CRM, CX, UX News South Africa

Customer Relationship Management or Cynical Manipulation?

A wearied and disillusioned customer of a local bank, observing his bank's enthusiastic endorsement of customer relationship management in their advertising, recently commented that this was somewhat akin to a group of serial rapists trying to organise candlelit dinners for their victims.

He has a point, and many bank executives have simply failed to grasp the fact that caring about customers is fundamental to CRM. Marketing sage, Philip Kotler, sums it up succinctly when he says: "Marketing is not the art of finding clever ways to dispose of what you make. Marketing is the art of creating genuine customer value. It is the art of helping your customers become better off. The marketer's watchwords are quality, service and value."

CRM is supposed to be the epitome of customer orientation but, instead, it is a cynical attempt to cash in on the financial rewards of creating close connections with customers. Banks and other organisations have forgotten that the R in CRM is for Relationship, and that relationships are two-way affairs. If banks want loyalty and commitment from their customers with the attendant financial benefits, they have to provide genuine value, loyalty and commitment in return. Recent press reports confirm what every consumer knows - banks simply don't care.

In fact, banks' obsessions with technology, internal efficiency, and cost reduction have created an intense internal focus. Senior executives seldom call on customers - and then usually for the wrong reasons. Relationship managers don't manage relationships - they chase deals or facilitate transactions. Banks don't care about managing customer relationships - they care about managing risks.

Furthermore, banks have forgotten that customers have a limited capacity to form long-term, committed relationships. But hotel chains, retailers, airlines, telephone companies, credit card issuers, insurance companies and other suppliers, clamouring to become their relationship partners, besiege these very same customers. In many cases, customers have absolutely no desire for dialogue, mutual value creation or any other form of engagement with suppliers. In my case, I do not want to engage with Procter and Gamble in a relationship around my toothpaste or Kimberly Clark around my toilet paper. And thankfully, they do not seem much interested in engaging me in this discussion.

So perhaps it's time banks were more honest with their customers. We simply don't buy all of that florid prose about long-term relationships. It is clearly absolute nonsense. Banks simply want our money. So tell us that and tell us why the deal is a good one, and then deliver on your promise.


### Exercise directions
How many of the lines below have "cone" in them? Say the number and nothing more.

##### Supplied records

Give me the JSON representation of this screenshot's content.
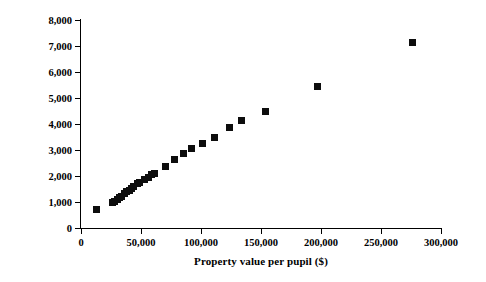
{
  "chart_data": {
    "type": "scatter",
    "title": "",
    "xlabel": "Property value per pupil ($)",
    "ylabel": "Revenue per pupil ($)",
    "xlim": [
      0,
      300000
    ],
    "ylim": [
      0,
      8000
    ],
    "grid": false,
    "legend": null,
    "marker": {
      "shape": "square",
      "color": "#0d0d0d",
      "size_px": 7
    },
    "xticks": [
      0,
      50000,
      100000,
      150000,
      200000,
      250000,
      300000
    ],
    "xtick_labels": [
      "0",
      "50,000",
      "100,000",
      "150,000",
      "200,000",
      "250,000",
      "300,000"
    ],
    "yticks": [
      0,
      1000,
      2000,
      3000,
      4000,
      5000,
      6000,
      7000,
      8000
    ],
    "ytick_labels": [
      "0",
      "1,000",
      "2,000",
      "3,000",
      "4,000",
      "5,000",
      "6,000",
      "7,000",
      "8,000"
    ],
    "series": [
      {
        "name": "districts",
        "points": [
          {
            "x": 13000,
            "y": 700
          },
          {
            "x": 26000,
            "y": 1000
          },
          {
            "x": 28000,
            "y": 1020
          },
          {
            "x": 30000,
            "y": 1100
          },
          {
            "x": 32000,
            "y": 1180
          },
          {
            "x": 34000,
            "y": 1220
          },
          {
            "x": 36000,
            "y": 1320
          },
          {
            "x": 38000,
            "y": 1400
          },
          {
            "x": 40000,
            "y": 1450
          },
          {
            "x": 42000,
            "y": 1520
          },
          {
            "x": 44000,
            "y": 1600
          },
          {
            "x": 47000,
            "y": 1700
          },
          {
            "x": 49000,
            "y": 1740
          },
          {
            "x": 53000,
            "y": 1850
          },
          {
            "x": 56000,
            "y": 1960
          },
          {
            "x": 59000,
            "y": 2040
          },
          {
            "x": 61000,
            "y": 2080
          },
          {
            "x": 70000,
            "y": 2380
          },
          {
            "x": 78000,
            "y": 2640
          },
          {
            "x": 85000,
            "y": 2870
          },
          {
            "x": 92000,
            "y": 3050
          },
          {
            "x": 101000,
            "y": 3240
          },
          {
            "x": 111000,
            "y": 3480
          },
          {
            "x": 124000,
            "y": 3860
          },
          {
            "x": 134000,
            "y": 4120
          },
          {
            "x": 154000,
            "y": 4490
          },
          {
            "x": 197000,
            "y": 5460
          },
          {
            "x": 276000,
            "y": 7140
          }
        ]
      }
    ]
  }
}
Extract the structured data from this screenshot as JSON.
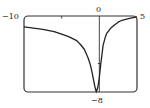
{
  "chart_data": {
    "type": "line",
    "title": "",
    "xlabel": "",
    "ylabel": "",
    "xlim": [
      -10,
      5
    ],
    "ylim": [
      -8,
      0
    ],
    "grid": false,
    "legend": null,
    "tick_labels": {
      "x_min": "−10",
      "x_zero": "0",
      "x_max": "5",
      "y_min": "−8"
    },
    "x_ticks": [
      -5
    ],
    "y_ticks": [
      -5
    ],
    "series": [
      {
        "name": "f(x)",
        "x": [
          -10,
          -8.5,
          -7.5,
          -6,
          -5,
          -4,
          -3,
          -2.5,
          -2,
          -1.5,
          -1.2,
          -1,
          -0.8,
          -0.6,
          -0.4,
          -0.2,
          0,
          0.2,
          0.5,
          0.8,
          1,
          1.5,
          2,
          2.5,
          3,
          4,
          5
        ],
        "y": [
          -1.15,
          -1.3,
          -1.4,
          -1.65,
          -1.9,
          -2.2,
          -2.6,
          -3.0,
          -3.5,
          -4.4,
          -5.1,
          -5.8,
          -6.6,
          -7.4,
          -8.0,
          -7.5,
          -6.5,
          -5.0,
          -3.1,
          -2.2,
          -1.8,
          -1.3,
          -0.95,
          -0.65,
          -0.45,
          -0.25,
          -0.1
        ]
      }
    ]
  }
}
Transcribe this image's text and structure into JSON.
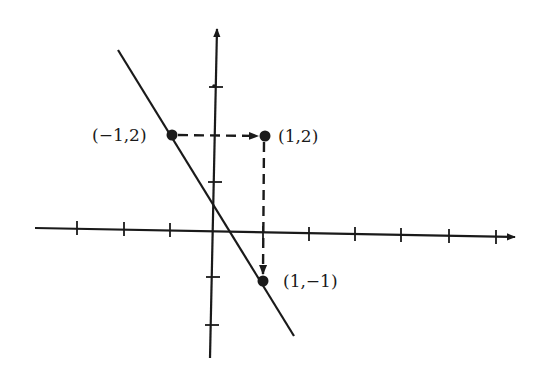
{
  "diagram": {
    "type": "coordinate-plane",
    "axes": {
      "x_ticks": [
        -3,
        -2,
        -1,
        0,
        1,
        2,
        3,
        4,
        5,
        6
      ],
      "y_ticks": [
        -2,
        -1,
        0,
        1,
        2,
        3
      ],
      "arrows": [
        "x-positive",
        "y-positive"
      ]
    },
    "line": {
      "through": [
        [
          -1,
          2
        ],
        [
          1,
          -1
        ]
      ],
      "slope": -1.5
    },
    "points": [
      {
        "id": "p1",
        "label": "(−1,2)",
        "x": -1,
        "y": 2
      },
      {
        "id": "p2",
        "label": "(1,2)",
        "x": 1,
        "y": 2
      },
      {
        "id": "p3",
        "label": "(1,−1)",
        "x": 1,
        "y": -1
      }
    ],
    "dashed_arrows": [
      {
        "from": "p1",
        "to": "p2",
        "direction": "horizontal"
      },
      {
        "from": "p2",
        "to": "p3",
        "direction": "vertical"
      }
    ],
    "colors": {
      "ink": "#1a1a1a",
      "background": "#ffffff"
    }
  }
}
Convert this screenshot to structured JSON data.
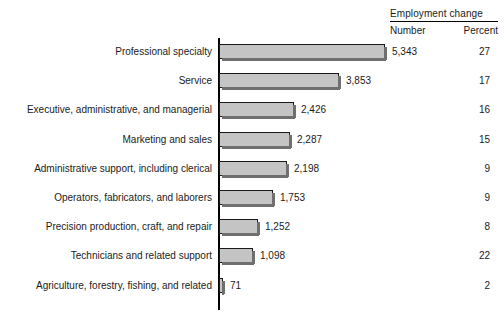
{
  "header": {
    "title": "Employment change",
    "col_number": "Number",
    "col_percent": "Percent"
  },
  "chart_data": {
    "type": "bar",
    "orientation": "horizontal",
    "title": "Employment change",
    "xlabel": "",
    "ylabel": "",
    "grid": false,
    "legend": "none",
    "xlim": [
      0,
      5343
    ],
    "categories": [
      "Professional specialty",
      "Service",
      "Executive, administrative, and managerial",
      "Marketing and sales",
      "Administrative support, including clerical",
      "Operators, fabricators, and laborers",
      "Precision production, craft, and repair",
      "Technicians and related support",
      "Agriculture, forestry, fishing, and related"
    ],
    "values": [
      5343,
      3853,
      2426,
      2287,
      2198,
      1753,
      1252,
      1098,
      71
    ],
    "value_labels": [
      "5,343",
      "3,853",
      "2,426",
      "2,287",
      "2,198",
      "1,753",
      "1,252",
      "1,098",
      "71"
    ],
    "percent_labels": [
      "27",
      "17",
      "16",
      "15",
      "9",
      "9",
      "8",
      "22",
      "2"
    ],
    "series": [
      {
        "name": "Number",
        "values": [
          5343,
          3853,
          2426,
          2287,
          2198,
          1753,
          1252,
          1098,
          71
        ]
      },
      {
        "name": "Percent",
        "values": [
          27,
          17,
          16,
          15,
          9,
          9,
          8,
          22,
          2
        ]
      }
    ],
    "colors": {
      "bar_fill": "#c4c4c4",
      "bar_stroke": "#1a1a1a",
      "shadow": "#6f6f6f",
      "text": "#1b1b1b"
    }
  },
  "rows": [
    {
      "label": "Professional specialty",
      "value": 5343,
      "number": "5,343",
      "percent": "27"
    },
    {
      "label": "Service",
      "value": 3853,
      "number": "3,853",
      "percent": "17"
    },
    {
      "label": "Executive, administrative, and managerial",
      "value": 2426,
      "number": "2,426",
      "percent": "16"
    },
    {
      "label": "Marketing and sales",
      "value": 2287,
      "number": "2,287",
      "percent": "15"
    },
    {
      "label": "Administrative support, including clerical",
      "value": 2198,
      "number": "2,198",
      "percent": "9"
    },
    {
      "label": "Operators, fabricators, and laborers",
      "value": 1753,
      "number": "1,753",
      "percent": "9"
    },
    {
      "label": "Precision production, craft, and repair",
      "value": 1252,
      "number": "1,252",
      "percent": "8"
    },
    {
      "label": "Technicians and related support",
      "value": 1098,
      "number": "1,098",
      "percent": "22"
    },
    {
      "label": "Agriculture, forestry, fishing, and related",
      "value": 71,
      "number": "71",
      "percent": "2"
    }
  ]
}
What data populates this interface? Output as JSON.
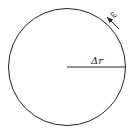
{
  "diagram": {
    "type": "circle-with-radius",
    "labels": {
      "radius": "Δr",
      "angular_velocity": "ω"
    },
    "colors": {
      "stroke": "#222222",
      "background": "#ffffff"
    }
  }
}
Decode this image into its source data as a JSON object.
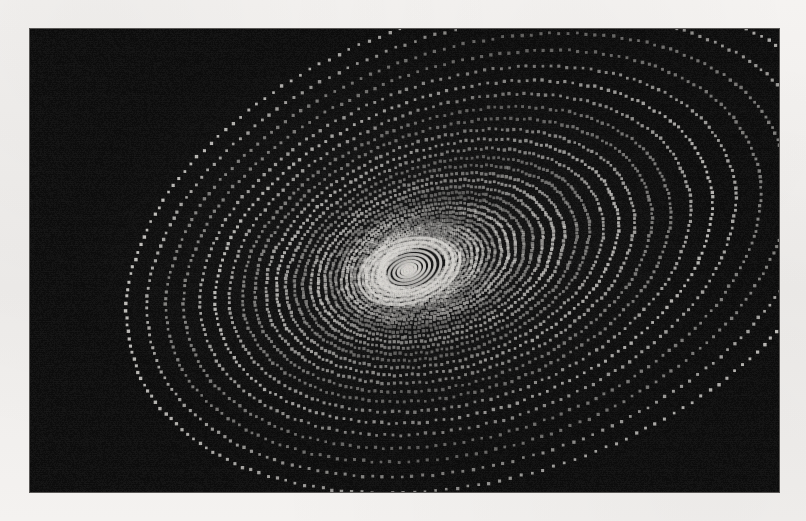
{
  "figure": {
    "title": "Dotted spiral point pattern",
    "caption": "",
    "alt_text": "Dense field of small light dots arranged on nested, tilted elliptical rings that spiral inward toward an off-centre focus on a dark rectangular panel."
  },
  "page": {
    "width": 806,
    "height": 521,
    "background_color": "#f2f0ee",
    "paper_tone": "#f6f4f2"
  },
  "panel": {
    "name": "plot-panel",
    "left": 30,
    "top": 29,
    "width": 749,
    "height": 463,
    "background_color": "#0d0d0d",
    "border_color": "#5a5856",
    "border_width": 1
  },
  "chart_data": {
    "type": "scatter",
    "title": "Dotted spiral point pattern",
    "subtitle": "",
    "xlabel": "",
    "ylabel": "",
    "grid": false,
    "legend": null,
    "tick_labels_x": [],
    "tick_labels_y": [],
    "xlim": [
      0,
      749
    ],
    "ylim": [
      0,
      463
    ],
    "marker": {
      "shape": "square-dot",
      "size_px": 3.1,
      "color": "#d8d6d2",
      "edge_color": "none",
      "min_alpha": 0.14,
      "max_alpha": 0.95
    },
    "generator": {
      "model": "logarithmic-spiral-of-ellipses",
      "description": "Points lie on nested ellipses whose semi-axes shrink geometrically while the ellipse centre drifts toward a common focus, producing dotted spiral arms.",
      "focus_x": 378,
      "focus_y": 241,
      "outer_semi_major": 372,
      "outer_semi_minor": 232,
      "tilt_degrees": -18,
      "ring_count": 34,
      "ring_shrink": 0.928,
      "ring_center_drift": 0.068,
      "points_per_ring_outer": 210,
      "points_per_ring_inner": 96,
      "phase_step_degrees": 7.4,
      "axis_ratio": 0.624,
      "brightness_ripple_period": 5,
      "brightness_ripple_depth": 0.45,
      "radial_falloff": 0.38
    },
    "series": [
      {
        "name": "spiral-dots",
        "color": "#d8d6d2",
        "point_count_estimate": 5200
      }
    ],
    "annotations": [
      {
        "name": "vortex-focus",
        "x": 378,
        "y": 241,
        "label": ""
      }
    ]
  }
}
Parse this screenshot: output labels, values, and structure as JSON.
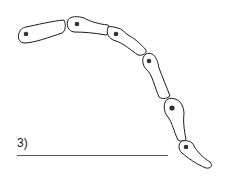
{
  "figure": {
    "label": "3)",
    "cell_count": 6,
    "stroke_color": "#1a1a1a",
    "nucleus_color": "#333333",
    "line_color": "#555555"
  }
}
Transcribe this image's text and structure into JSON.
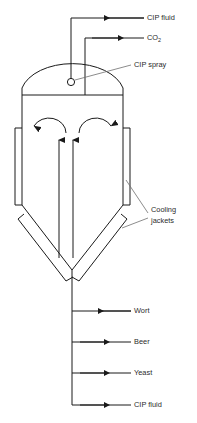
{
  "diagram": {
    "type": "process-flow-diagram",
    "colors": {
      "line": "#1a1a1a",
      "leader": "#6e6e6e",
      "text": "#2b2b2b",
      "background": "#ffffff"
    },
    "top_streams": [
      {
        "id": "cip-fluid-top",
        "label": "CIP fluid",
        "direction": "in",
        "arrow": "left",
        "y": 18
      },
      {
        "id": "co2-vent",
        "label": "CO",
        "sub": "2",
        "direction": "out",
        "arrow": "right",
        "y": 38
      }
    ],
    "annotations": [
      {
        "id": "cip-spray",
        "label": "CIP spray",
        "target": "spray-ball"
      },
      {
        "id": "cooling-jackets",
        "line1": "Cooling",
        "line2": "jackets",
        "target": "jackets"
      }
    ],
    "bottom_streams": [
      {
        "id": "wort",
        "label": "Wort",
        "direction": "in",
        "arrow": "left",
        "y": 311
      },
      {
        "id": "beer",
        "label": "Beer",
        "direction": "out",
        "arrow": "right",
        "y": 342
      },
      {
        "id": "yeast",
        "label": "Yeast",
        "direction": "out",
        "arrow": "right",
        "y": 373
      },
      {
        "id": "cip-fluid-bottom",
        "label": "CIP fluid",
        "direction": "out",
        "arrow": "right",
        "y": 405
      }
    ],
    "components": [
      {
        "id": "dome-head",
        "name": "Dome head"
      },
      {
        "id": "cylindrical-shell",
        "name": "Cylindrical shell"
      },
      {
        "id": "conical-bottom",
        "name": "Conical bottom"
      },
      {
        "id": "spray-ball",
        "name": "CIP spray ball"
      },
      {
        "id": "left-side-jacket",
        "name": "Left side cooling jacket"
      },
      {
        "id": "right-side-jacket",
        "name": "Right side cooling jacket"
      },
      {
        "id": "left-cone-jacket",
        "name": "Left cone cooling jacket"
      },
      {
        "id": "right-cone-jacket",
        "name": "Right cone cooling jacket"
      },
      {
        "id": "outlet-pipe",
        "name": "Bottom outlet pipe"
      },
      {
        "id": "circulation-arrows",
        "name": "Internal circulation arrows"
      }
    ]
  }
}
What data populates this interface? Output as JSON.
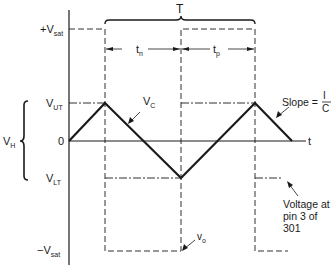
{
  "diagram": {
    "labels": {
      "period": "T",
      "pos_sat": {
        "prefix": "+V",
        "sub": "sat"
      },
      "neg_sat": {
        "prefix": "−V",
        "sub": "sat"
      },
      "upper_threshold": {
        "prefix": "V",
        "sub": "UT"
      },
      "lower_threshold": {
        "prefix": "V",
        "sub": "LT"
      },
      "hysteresis": {
        "prefix": "V",
        "sub": "H"
      },
      "zero": "0",
      "time_axis": "t",
      "t_negative": {
        "prefix": "t",
        "sub": "n"
      },
      "t_positive": {
        "prefix": "t",
        "sub": "p"
      },
      "capacitor_voltage": {
        "prefix": "V",
        "sub": "C"
      },
      "output_voltage": {
        "prefix": "v",
        "sub": "o"
      },
      "slope_text": "Slope =",
      "slope_num": "I",
      "slope_den": "C",
      "pin_note": [
        "Voltage at",
        "pin 3 of",
        "301"
      ]
    },
    "levels": {
      "pos_sat_y": 29,
      "vut_y": 103,
      "zero_y": 141,
      "vlt_y": 178,
      "neg_sat_y": 251
    },
    "transitions_x": [
      105,
      181,
      255
    ],
    "triangle_points": [
      [
        69,
        141
      ],
      [
        105,
        103
      ],
      [
        181,
        178
      ],
      [
        255,
        103
      ],
      [
        292,
        141
      ]
    ],
    "colors": {
      "line": "#1a1a1a",
      "background": "#ffffff"
    }
  }
}
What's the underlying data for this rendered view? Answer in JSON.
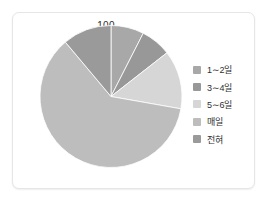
{
  "card": {
    "title": "100",
    "background": "#ffffff",
    "border_color": "#e6e6e6"
  },
  "chart_data": {
    "type": "pie",
    "title": "100",
    "xlabel": "",
    "ylabel": "",
    "legend_position": "right",
    "grid": false,
    "start_angle_deg": 0,
    "direction": "clockwise",
    "categories": [
      "1∼2일",
      "3∼4일",
      "5∼6일",
      "매일",
      "전혀"
    ],
    "values": [
      7.5,
      7.0,
      13.5,
      61.0,
      11.0
    ],
    "units": "%",
    "colors": [
      "#a8a8a8",
      "#989898",
      "#d6d6d6",
      "#bdbdbd",
      "#9a9a9a"
    ],
    "slices": [
      {
        "label": "1∼2일",
        "value": 7.5,
        "start_deg": 0,
        "end_deg": 27,
        "color": "#a8a8a8"
      },
      {
        "label": "3∼4일",
        "value": 7.0,
        "start_deg": 27,
        "end_deg": 52,
        "color": "#989898"
      },
      {
        "label": "5∼6일",
        "value": 13.5,
        "start_deg": 52,
        "end_deg": 100,
        "color": "#d6d6d6"
      },
      {
        "label": "매일",
        "value": 61.0,
        "start_deg": 100,
        "end_deg": 320,
        "color": "#bdbdbd"
      },
      {
        "label": "전혀",
        "value": 11.0,
        "start_deg": 320,
        "end_deg": 360,
        "color": "#9a9a9a"
      }
    ]
  },
  "legend": {
    "items": [
      {
        "label": "1∼2일",
        "color": "#a8a8a8"
      },
      {
        "label": "3∼4일",
        "color": "#989898"
      },
      {
        "label": "5∼6일",
        "color": "#d6d6d6"
      },
      {
        "label": "매일",
        "color": "#bdbdbd"
      },
      {
        "label": "전혀",
        "color": "#9a9a9a"
      }
    ]
  }
}
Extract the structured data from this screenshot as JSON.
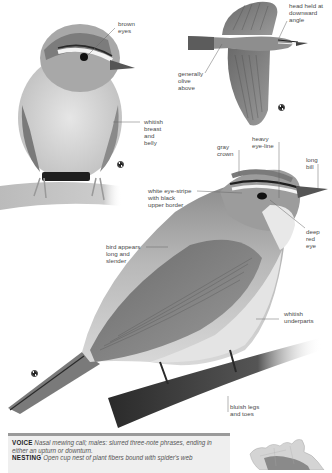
{
  "page": {
    "background": "#ffffff"
  },
  "illustrations": [
    {
      "id": "perched-front",
      "description": "bird perched facing forward on branch"
    },
    {
      "id": "flight-top",
      "description": "bird in flight seen from above"
    },
    {
      "id": "perched-side",
      "description": "bird perched in side profile on branch"
    }
  ],
  "labels": {
    "brown_eyes": "brown\neyes",
    "head_held": "head held at\ndownward\nangle",
    "generally_olive": "generally\nolive\nabove",
    "whitish_breast": "whitish\nbreast\nand\nbelly",
    "heavy_eye_line": "heavy\neye-line",
    "gray_crown": "gray\ncrown",
    "long_bill": "long\nbill",
    "white_eye_stripe": "white eye-stripe\nwith black\nupper border",
    "deep_red_eye": "deep\nred\neye",
    "bird_appears": "bird appears\nlong and\nslender",
    "whitish_underparts": "whitish\nunderparts",
    "bluish_legs": "bluish legs\nand toes"
  },
  "symbols": [
    {
      "name": "juvenile-symbol",
      "x": 117,
      "y": 161
    },
    {
      "name": "flight-symbol",
      "x": 278,
      "y": 104
    },
    {
      "name": "adult-symbol",
      "x": 31,
      "y": 370
    }
  ],
  "info": {
    "voice_heading": "VOICE",
    "voice_text": "Nasal mewing call; males: slurred three-note phrases, ending in either an upturn or downturn.",
    "nesting_heading": "NESTING",
    "nesting_text": "Open cup nest of plant fibers bound with spider's web"
  },
  "colors": {
    "info_bar": "#9a9a9a",
    "info_bg": "#efefef",
    "text": "#4a4a4a",
    "leader_line": "#666666"
  },
  "range_map": {
    "description": "North America range map"
  }
}
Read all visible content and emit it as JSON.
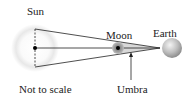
{
  "diagram": {
    "labels": {
      "sun": "Sun",
      "moon": "Moon",
      "earth": "Earth",
      "umbra": "Umbra",
      "note": "Not to scale"
    },
    "colors": {
      "line": "#222222",
      "sun_glow": "#e6e6e6",
      "moon": "#8a8a8a",
      "earth": "#b5b5b5",
      "umbra_fill": "#d0d0d0"
    }
  }
}
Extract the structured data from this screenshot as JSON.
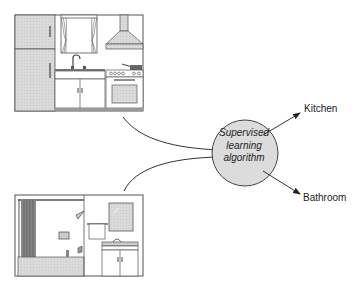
{
  "diagram": {
    "inputs": [
      {
        "name": "kitchen-image",
        "description": "Kitchen illustration: refrigerator, window with curtains, sink with faucet, range hood, stove with oven"
      },
      {
        "name": "bathroom-image",
        "description": "Bathroom illustration: bathtub with shower curtain, shower head, towel rack, mirror, vanity sink cabinet"
      }
    ],
    "algorithm": {
      "line1": "Supervised",
      "line2": "learning",
      "line3": "algorithm"
    },
    "outputs": {
      "kitchen": "Kitchen",
      "bathroom": "Bathroom"
    },
    "colors": {
      "circle_fill": "#dcdcdc",
      "stroke": "#333333",
      "appliance_fill": "#d9d9d9"
    }
  }
}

##########

### Exercise solution
4